Sam got a lot of grief for his comments but I think most of the criticism was ill-directed. It is simply a fact that Twitter has been embraced by the mainstream Australian media in a way that blogs never were and it is interesting to consider why.
Between about mid-2002 and, say, 2005, Australia did have a blogosphere worthy of the name. That was when I was doing The Road to Surfdom from the US, and there was definitely a strong network of Australian blogs that used to interact with each other in that full-on, networked way.
The question for me is why it didn’t grow from that promising start into something more sustainable. There are a few answers, but size and money are at the heart of it.
Ultimately, what sustained blogging in the US — the reason it was able to move from a bunch of keen amateurs into something more professional and enduring — was that the US market is big enough to support that transition.
The first big breakthrough was when the company Blogads launched. They were able to aggregate individual blogs into a single “market” and thus interest advertisers in their combined reach. There were enough small and mid-size businesses to find that new (cheap) market attractive and so they started using it. Suddenly, a number of part-time bloggers had an income. Blogads is entirely the reason why, for example, Duncan Black (Atrios of Eschaton) was able to quit his job as an economics professor and blog full-time.
Other people to benefit were Josh Marshall and Matt Yglesias.
The other thing that happened was US bloggers started to be employed by mid-size magazines and think tanks. Kevin Drum went to the Washington Monthly (he’s now with Mother Jones); Matthew Yglesias was picked up by The American Prospect (then The Atlantic, then Centre for American Progress, now Slate); American Prospect also picked up Ezra Klein (and he’s now at The Washington Post); Andrew Sullivan went from solo blogger (who was able to raise more than $100,000 via an appeal to his readers in c.2003) to The Atlantic and is now at The Daily Beast. To name just a few.
During the same period, established journos (Eric Altman, James Fallows, Greg Mitchell, Charles Pierce and many others) started using blogs as their primary genre, whereas maybe they would’ve been columnists in another era. Again, this was largely sustained by the mid-size magazines and think tanks and only later spread to the mainstream (WaPo, NYTimes etc). The net effect was to legitimise the form.
All of this was possible because of the size of their market and this just didn’t pertain to Australia. Apart from overall market size, we completely lacked that mid-size magazine infrastructure. To this day, I think I am one of only two Australian amateur bloggers given a paying gig with a major media outlet (the other is Peter Brent, aka Mumble, who works for The Oz).
In the absence of that sort of market, the original Australian political blogosphere just evaporated. The people who had sustained it simply couldn’t keep up the pace (not without payment anyway) and so they went off and got proper paying jobs. Some still operate of course but they tend to be people like John Quiggin who are gainfully employed elsewhere.
Even in the last few weeks we’ve seen the demise of one the mainstays of Australian blogging, with Mark Bahnisch and his collaborators closing down the long-running Larvatus Prodeo blog.
News Limited had some sway here – basically, I think, by employing me and launching Andrew Bolt as a blogger, they took the wind out of the independent blogosphere. But that theory requires more space than I can give it here.
Any chance that the Australian blogosphere might revive itself in the way Rogeveen is talking about was, I think, killed by the rise of Twitter. Suddenly, this shortform, less time-consuming form of social media seemed like the best option for people who might otherwise have tried to take blogging seriously. I think most of them thought their prospects of making anything like a living out of blogging in Australia were next to nothing and Twitter was the obvious default.
The embrace of Twitter by mainstream journalists is interesting. Australian journos shunned blogging (Peter Martin is an obvious exception) and so their interest in Twitter is noteworthy.
All I can suggest is that they felt blogs, in the early days, were a genuine threat and thus there was an amazing hostility towards them -- and I’m speaking as one who experienced it. The only blogger local journalists took remotely seriously (ironically) was Tim Blair and that was because he was “one of theirs”, a “proper” journalist. The rest of us were to be ignored.
Bloggers were initially shunned in the US too, but by being able to gain employment in the mid-range magazine market and in think tanks, they established their legitimacy. Eventually, they were simply present in too many established forums to be dismissed.
For Australian journalists, Twitter suffered the same taint as the blogosphere. It was never competition to what they did, simply an adjunct to it. It was a way of promoting their work, of talking to each other and of building a fan base. The dip-in, dip-out shortform aspect of it is also attractive to people who have fulltime jobs.
Overall, I think it’s a tragedy. Those early days of political blogging (between early 2002 and around 2005) threw up a lot of very good and interesting writers, it’s our loss that more of them couldn’t find gainful, sustained employment somewhere in the media. Had mainstream editors been less hostile and more adventurous, or if the local market had an adequate supply of smaller outlets capable of employing and nurturing some of them, the Australian media landscape might’ve wound up a much more interesting place.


- **What to work on**
Among the lines of the data, copy those that hold "Edit".

= = = = =

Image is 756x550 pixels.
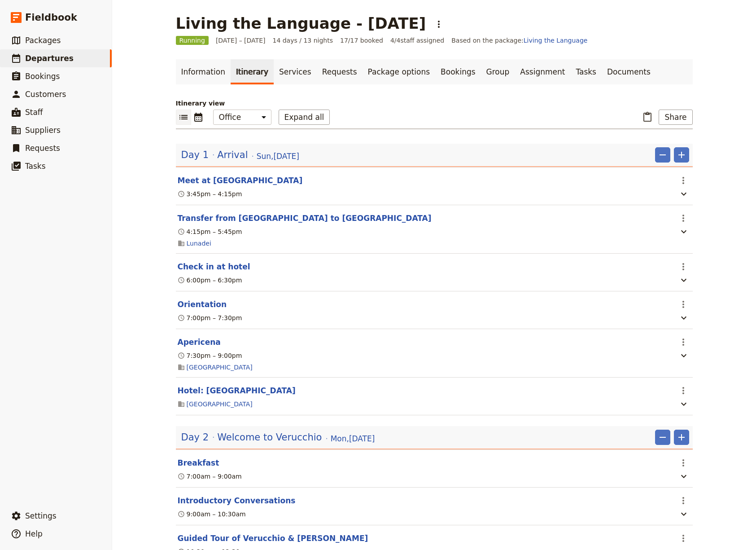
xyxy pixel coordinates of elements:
[676,493,691,509] button: Actions
[676,383,691,399] button: Actions
[659,109,692,125] button: Share
[317,59,363,84] a: Requests
[390,36,445,45] span: 4 / 4 staff assigned
[25,529,43,539] span: Help
[176,15,427,33] h1: Living the Language - [DATE]
[178,510,246,519] div: 9:00am – 10:30am
[178,351,243,360] div: 7:30pm – 9:00pm
[187,239,212,248] a: Lunadei
[178,299,227,310] button: Edit this itinerary item
[256,151,299,162] span: Sun , [DATE]
[176,59,230,84] a: Information
[178,337,221,348] button: Edit this itinerary item
[514,59,570,84] a: Assignment
[178,227,243,236] div: 4:15pm – 5:45pm
[181,148,299,162] button: Edit day information
[25,11,77,24] span: Fieldbook
[363,59,435,84] a: Package options
[274,59,317,84] a: Services
[216,36,266,45] span: [DATE] – [DATE]
[25,126,60,135] span: Suppliers
[570,59,602,84] a: Tasks
[181,430,209,444] span: Day 2
[178,495,296,506] button: Edit this itinerary item
[273,36,333,45] span: 14 days / 13 nights
[178,262,250,272] button: Edit this itinerary item
[640,109,655,125] button: Paste itinerary item
[674,429,689,445] button: Add
[524,37,587,44] a: Living the Language
[176,99,693,108] p: Itinerary view
[676,259,691,275] button: Actions
[218,148,248,162] span: Arrival
[178,313,243,323] div: 7:00pm – 7:30pm
[25,36,60,45] span: Packages
[25,162,46,170] span: Tasks
[191,109,206,125] button: Calendar view
[655,147,671,163] button: Remove
[181,430,375,444] button: Edit day information
[176,109,191,125] button: List view
[676,173,691,188] button: Actions
[25,54,74,63] span: Departures
[676,297,691,312] button: Actions
[181,148,209,162] span: Day 1
[431,16,446,32] button: Actions
[676,531,691,546] button: Actions
[187,363,253,372] a: [GEOGRAPHIC_DATA]
[230,59,274,84] a: Itinerary
[178,175,303,186] button: Edit this itinerary item
[676,335,691,349] button: Actions
[674,147,689,163] button: Add
[340,36,384,45] span: 17/17 booked
[481,59,515,84] a: Group
[331,433,375,444] span: Mon , [DATE]
[178,533,368,544] button: Edit this itinerary item
[676,455,691,471] button: Actions
[178,472,242,481] div: 7:00am – 9:00am
[279,109,330,125] button: Expand all
[25,90,66,99] span: Customers
[452,36,587,45] span: Based on the package:
[655,429,671,445] button: Remove
[176,36,209,45] span: Running
[25,71,59,81] span: Bookings
[178,458,219,468] button: Edit this itinerary item
[25,108,43,117] span: Staff
[187,399,253,409] a: [GEOGRAPHIC_DATA]
[25,511,57,521] span: Settings
[178,189,243,199] div: 3:45pm – 4:15pm
[602,59,656,84] a: Documents
[218,430,322,444] span: Welcome to Verucchio
[435,59,481,84] a: Bookings
[178,386,296,396] button: Edit this itinerary item
[25,144,60,152] span: Requests
[676,211,691,226] button: Actions
[178,213,432,224] button: Edit this itinerary item
[178,275,243,285] div: 6:00pm – 6:30pm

= = = = =

- **Output of the task**
[178,299,227,310] button: Edit this itinerary item
[178,337,221,348] button: Edit this itinerary item
[181,148,299,162] button: Edit day information
[178,495,296,506] button: Edit this itinerary item
[178,262,250,272] button: Edit this itinerary item
[181,430,375,444] button: Edit day information
[178,175,303,186] button: Edit this itinerary item
[178,533,368,544] button: Edit this itinerary item
[178,458,219,468] button: Edit this itinerary item
[178,386,296,396] button: Edit this itinerary item
[178,213,432,224] button: Edit this itinerary item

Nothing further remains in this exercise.